Eight ageing dams in central and western Massachusetts will probably be eliminated as a part of a $25 million initiative introduced Friday by state environmental officers.
The constructions to be dismantled embody the deserted high-hazard Bel Air Dam in Pittsfield.
Removing the dams will restore fish and different wildlife habitats, improve biodiversity, enhance water high quality, promote local weather resiliency and make communities safer, officers stated.
“This summer, we saw firsthand the catastrophic impacts of severe flooding and the stress and pressure it puts on our dams,” Gov. Maura Healey stated.
The floods earlier this yr put just a few dams in danger and raised issues that the constructions might more and more be in danger because the area is hit by stronger and wetter storms.
There are hundreds of dams throughout New England and plenty of had been constructed many years if not centuries in the past, usually to assist energy textile mills, retailer water or provide irrigation to farms. The concern is that they have outlived their usefulness and local weather change may carry storms they had been by no means constructed to face up to.
Of the $25 million, $20 million will help the removing of Bel Air Dam, and $5 million will go towards the removing of the remaining seven dams.
The removing of the Bel Air Dam will scale back the chance of downstream flooding that might have an effect on almost 500 parcels of land, together with residential, enterprise, industrial, and industrial areas.
As a part of the dam’s removing the state will get rid of contaminated sediments off-site to scale back well being dangers, officers stated. The dam’s removing must also enhance fish passage and enhance ecological restoration of the west department of the Housatonic River in Pittsfield, the place the dam sits.
The remaining seven dams are: Cusky Pond Dam in New Braintree; Schoolhouse Pond Dam in Sutton; Patrill Hollow Pond Dam in Hardwick; Thousand Acre Reservoir Dam in Athol; Arnold Pond Dam in Sutton; Salmon Pond Dam in Brookfield; and Weston Brook Dam in Windsor.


- **Prompt**: Extract each line of the records below that contains the word "sweden".

Top of Information provided

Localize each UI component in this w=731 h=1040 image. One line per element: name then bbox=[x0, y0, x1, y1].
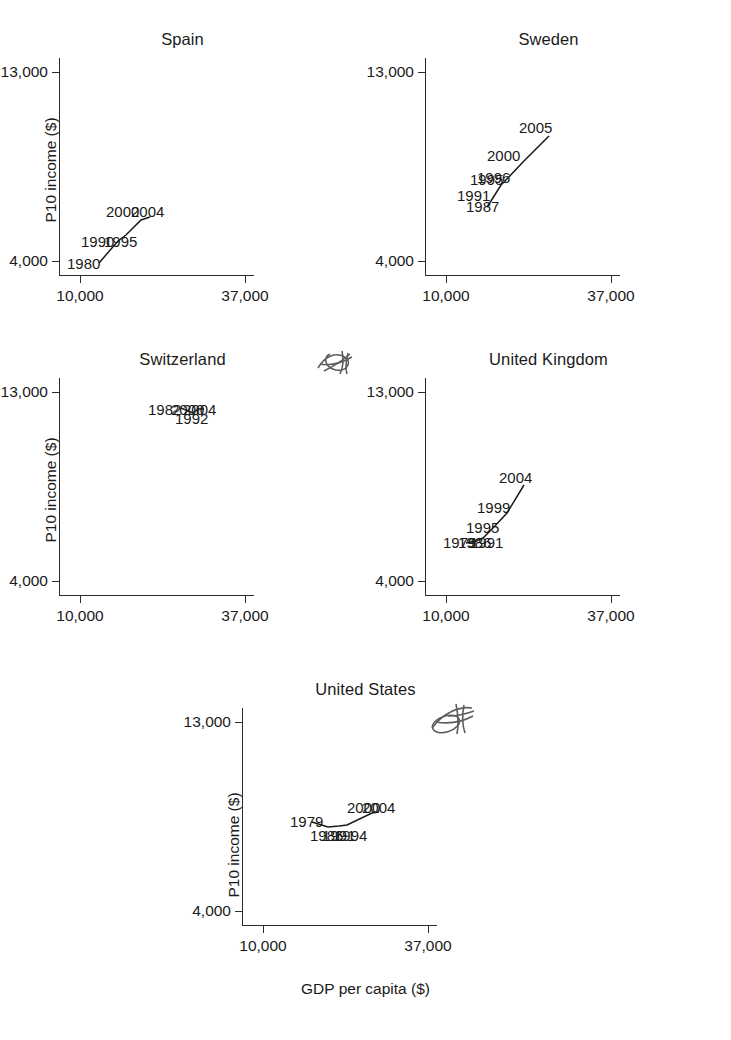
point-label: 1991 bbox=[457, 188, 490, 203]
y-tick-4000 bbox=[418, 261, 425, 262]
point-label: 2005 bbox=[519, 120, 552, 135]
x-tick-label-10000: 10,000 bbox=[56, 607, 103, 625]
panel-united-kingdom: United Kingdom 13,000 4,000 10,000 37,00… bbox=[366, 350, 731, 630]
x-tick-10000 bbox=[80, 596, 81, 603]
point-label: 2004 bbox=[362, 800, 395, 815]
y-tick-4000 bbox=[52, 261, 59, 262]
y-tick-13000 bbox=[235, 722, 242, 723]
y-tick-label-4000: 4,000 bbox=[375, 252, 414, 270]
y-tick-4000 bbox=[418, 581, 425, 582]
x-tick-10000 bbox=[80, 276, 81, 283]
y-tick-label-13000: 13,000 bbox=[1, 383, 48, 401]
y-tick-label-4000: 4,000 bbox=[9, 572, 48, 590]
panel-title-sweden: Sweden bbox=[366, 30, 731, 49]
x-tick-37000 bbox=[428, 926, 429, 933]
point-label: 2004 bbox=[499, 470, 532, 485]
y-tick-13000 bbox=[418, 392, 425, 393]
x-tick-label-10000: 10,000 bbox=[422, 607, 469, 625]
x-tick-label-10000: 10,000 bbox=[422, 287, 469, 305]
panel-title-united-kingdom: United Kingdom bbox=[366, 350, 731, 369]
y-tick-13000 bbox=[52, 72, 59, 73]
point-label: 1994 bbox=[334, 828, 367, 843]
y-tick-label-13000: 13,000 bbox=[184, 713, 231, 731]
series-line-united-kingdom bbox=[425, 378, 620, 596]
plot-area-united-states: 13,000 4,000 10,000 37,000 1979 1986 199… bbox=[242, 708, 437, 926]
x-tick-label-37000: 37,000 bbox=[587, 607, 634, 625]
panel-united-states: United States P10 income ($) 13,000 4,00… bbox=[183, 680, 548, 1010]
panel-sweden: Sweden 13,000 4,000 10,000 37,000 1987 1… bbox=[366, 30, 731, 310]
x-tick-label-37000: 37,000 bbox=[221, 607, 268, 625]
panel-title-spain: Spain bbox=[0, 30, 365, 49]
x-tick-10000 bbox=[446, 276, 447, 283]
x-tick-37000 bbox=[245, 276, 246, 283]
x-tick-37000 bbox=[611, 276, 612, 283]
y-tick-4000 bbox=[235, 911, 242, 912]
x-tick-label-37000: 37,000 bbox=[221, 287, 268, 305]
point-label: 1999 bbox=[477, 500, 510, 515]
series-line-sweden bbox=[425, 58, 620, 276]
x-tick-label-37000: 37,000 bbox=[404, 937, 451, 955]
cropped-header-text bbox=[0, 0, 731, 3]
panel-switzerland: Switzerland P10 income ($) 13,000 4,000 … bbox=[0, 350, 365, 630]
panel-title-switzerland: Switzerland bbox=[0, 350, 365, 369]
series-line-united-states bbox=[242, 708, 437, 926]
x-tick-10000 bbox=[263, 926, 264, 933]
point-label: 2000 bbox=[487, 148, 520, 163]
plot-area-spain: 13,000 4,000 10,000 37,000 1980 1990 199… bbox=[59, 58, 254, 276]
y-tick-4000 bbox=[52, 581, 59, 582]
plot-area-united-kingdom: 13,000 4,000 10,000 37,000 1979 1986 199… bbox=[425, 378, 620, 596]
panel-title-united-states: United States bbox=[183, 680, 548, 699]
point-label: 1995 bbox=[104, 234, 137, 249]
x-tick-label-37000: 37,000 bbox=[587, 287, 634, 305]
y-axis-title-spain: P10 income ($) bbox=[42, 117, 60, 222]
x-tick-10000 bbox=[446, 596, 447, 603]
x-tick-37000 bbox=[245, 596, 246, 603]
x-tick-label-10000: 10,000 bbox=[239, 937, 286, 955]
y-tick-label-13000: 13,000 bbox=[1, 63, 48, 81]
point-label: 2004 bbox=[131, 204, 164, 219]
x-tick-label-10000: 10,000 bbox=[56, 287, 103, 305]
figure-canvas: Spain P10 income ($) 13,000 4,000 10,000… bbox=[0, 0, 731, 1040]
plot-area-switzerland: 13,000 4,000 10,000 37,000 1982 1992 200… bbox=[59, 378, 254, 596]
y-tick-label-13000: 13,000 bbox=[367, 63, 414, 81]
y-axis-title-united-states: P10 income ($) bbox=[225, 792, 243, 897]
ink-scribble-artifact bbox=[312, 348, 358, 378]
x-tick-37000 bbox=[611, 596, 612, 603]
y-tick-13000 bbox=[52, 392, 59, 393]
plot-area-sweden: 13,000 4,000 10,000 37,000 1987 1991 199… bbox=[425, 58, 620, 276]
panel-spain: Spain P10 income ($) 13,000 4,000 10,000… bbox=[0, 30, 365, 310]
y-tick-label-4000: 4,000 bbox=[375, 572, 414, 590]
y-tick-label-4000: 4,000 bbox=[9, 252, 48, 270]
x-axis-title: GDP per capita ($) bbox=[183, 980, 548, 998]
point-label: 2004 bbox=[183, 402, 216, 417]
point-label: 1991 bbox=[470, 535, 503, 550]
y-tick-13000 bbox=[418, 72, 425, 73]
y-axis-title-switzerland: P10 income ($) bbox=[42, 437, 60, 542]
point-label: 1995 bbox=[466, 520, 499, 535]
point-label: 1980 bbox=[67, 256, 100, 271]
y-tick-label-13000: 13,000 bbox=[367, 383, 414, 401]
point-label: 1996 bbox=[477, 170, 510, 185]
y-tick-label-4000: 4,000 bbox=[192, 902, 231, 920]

Bottom of Information provided
Top of Information provided

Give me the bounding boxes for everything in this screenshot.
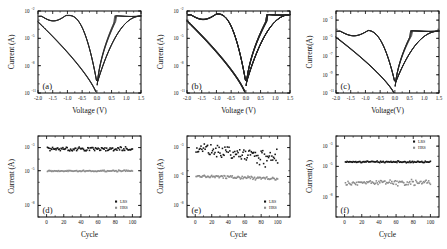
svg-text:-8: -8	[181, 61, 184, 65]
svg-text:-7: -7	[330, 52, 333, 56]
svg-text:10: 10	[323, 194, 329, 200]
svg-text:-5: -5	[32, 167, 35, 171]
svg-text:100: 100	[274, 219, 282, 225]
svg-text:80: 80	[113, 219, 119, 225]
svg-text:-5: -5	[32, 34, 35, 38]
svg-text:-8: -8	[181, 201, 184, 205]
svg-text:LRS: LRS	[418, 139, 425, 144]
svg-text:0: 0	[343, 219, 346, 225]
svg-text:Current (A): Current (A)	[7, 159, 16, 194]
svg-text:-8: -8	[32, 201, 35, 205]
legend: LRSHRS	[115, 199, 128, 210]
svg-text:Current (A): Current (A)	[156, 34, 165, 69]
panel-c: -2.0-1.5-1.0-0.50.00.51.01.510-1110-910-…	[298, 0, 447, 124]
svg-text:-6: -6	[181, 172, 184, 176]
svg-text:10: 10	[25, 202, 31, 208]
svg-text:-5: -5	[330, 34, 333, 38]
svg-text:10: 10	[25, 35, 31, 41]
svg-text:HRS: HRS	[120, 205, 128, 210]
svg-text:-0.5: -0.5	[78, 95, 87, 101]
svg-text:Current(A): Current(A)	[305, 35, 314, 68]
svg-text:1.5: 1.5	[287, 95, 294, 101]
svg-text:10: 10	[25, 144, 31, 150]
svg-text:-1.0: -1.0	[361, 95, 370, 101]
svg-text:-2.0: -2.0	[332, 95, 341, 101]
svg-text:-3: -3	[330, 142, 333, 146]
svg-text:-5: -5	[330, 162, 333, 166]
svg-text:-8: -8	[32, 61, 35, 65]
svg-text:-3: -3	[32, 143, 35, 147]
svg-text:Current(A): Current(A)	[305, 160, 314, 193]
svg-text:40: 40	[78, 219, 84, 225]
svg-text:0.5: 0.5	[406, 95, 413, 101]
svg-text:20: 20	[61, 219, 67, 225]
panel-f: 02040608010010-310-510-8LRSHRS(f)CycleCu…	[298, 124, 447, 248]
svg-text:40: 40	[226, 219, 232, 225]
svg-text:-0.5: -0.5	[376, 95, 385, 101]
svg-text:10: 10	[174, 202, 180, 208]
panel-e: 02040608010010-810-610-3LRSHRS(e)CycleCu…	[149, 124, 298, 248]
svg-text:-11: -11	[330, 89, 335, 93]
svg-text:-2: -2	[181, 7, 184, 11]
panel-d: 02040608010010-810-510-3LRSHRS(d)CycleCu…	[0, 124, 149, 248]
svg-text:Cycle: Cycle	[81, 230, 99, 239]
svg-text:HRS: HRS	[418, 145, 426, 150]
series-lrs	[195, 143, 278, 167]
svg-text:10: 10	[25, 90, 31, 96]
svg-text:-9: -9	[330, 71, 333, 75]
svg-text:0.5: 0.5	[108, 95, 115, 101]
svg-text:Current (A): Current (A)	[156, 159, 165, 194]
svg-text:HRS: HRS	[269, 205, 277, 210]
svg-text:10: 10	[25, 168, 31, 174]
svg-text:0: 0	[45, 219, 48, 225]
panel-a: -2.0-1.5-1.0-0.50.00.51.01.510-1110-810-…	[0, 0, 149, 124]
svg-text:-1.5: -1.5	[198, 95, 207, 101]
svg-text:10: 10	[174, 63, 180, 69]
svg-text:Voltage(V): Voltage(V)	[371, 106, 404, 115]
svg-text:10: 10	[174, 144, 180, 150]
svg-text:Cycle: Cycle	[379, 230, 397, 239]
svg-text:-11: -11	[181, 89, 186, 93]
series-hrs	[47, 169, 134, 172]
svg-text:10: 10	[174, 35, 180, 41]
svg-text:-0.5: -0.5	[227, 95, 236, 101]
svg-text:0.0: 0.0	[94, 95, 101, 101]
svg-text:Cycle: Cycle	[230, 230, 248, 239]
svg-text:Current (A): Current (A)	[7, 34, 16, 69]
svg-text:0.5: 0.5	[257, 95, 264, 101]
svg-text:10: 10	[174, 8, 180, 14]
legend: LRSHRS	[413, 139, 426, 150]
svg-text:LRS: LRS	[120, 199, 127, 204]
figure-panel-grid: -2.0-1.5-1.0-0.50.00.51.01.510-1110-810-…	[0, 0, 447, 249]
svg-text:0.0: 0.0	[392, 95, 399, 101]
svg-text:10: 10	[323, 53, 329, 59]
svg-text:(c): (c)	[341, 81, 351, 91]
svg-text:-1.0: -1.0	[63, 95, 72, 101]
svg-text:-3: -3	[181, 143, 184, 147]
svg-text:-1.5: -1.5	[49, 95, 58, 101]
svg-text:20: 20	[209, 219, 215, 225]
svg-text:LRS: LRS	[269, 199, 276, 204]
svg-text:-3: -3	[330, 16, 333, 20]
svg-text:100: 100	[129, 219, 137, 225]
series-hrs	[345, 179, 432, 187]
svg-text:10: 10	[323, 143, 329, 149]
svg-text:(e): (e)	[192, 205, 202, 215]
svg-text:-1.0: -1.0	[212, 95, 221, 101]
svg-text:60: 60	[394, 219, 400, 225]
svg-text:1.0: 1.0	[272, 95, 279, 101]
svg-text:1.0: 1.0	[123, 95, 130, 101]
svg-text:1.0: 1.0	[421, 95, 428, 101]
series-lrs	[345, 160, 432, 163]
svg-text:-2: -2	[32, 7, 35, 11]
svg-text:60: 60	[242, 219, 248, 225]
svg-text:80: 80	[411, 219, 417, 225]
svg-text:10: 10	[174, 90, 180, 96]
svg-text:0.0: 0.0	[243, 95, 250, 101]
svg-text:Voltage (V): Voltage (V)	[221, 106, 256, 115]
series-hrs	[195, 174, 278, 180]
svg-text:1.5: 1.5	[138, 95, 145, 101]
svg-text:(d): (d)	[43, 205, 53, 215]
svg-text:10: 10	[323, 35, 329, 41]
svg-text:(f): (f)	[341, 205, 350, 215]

Bottom of Information provided

- **Solution below**:
panel-title-sweden: Sweden bbox=[366, 30, 731, 49]
panel-sweden: Sweden 13,000 4,000 10,000 37,000 1987 1… bbox=[366, 30, 731, 310]
series-line-sweden bbox=[425, 58, 620, 276]
plot-area-sweden: 13,000 4,000 10,000 37,000 1987 1991 199… bbox=[425, 58, 620, 276]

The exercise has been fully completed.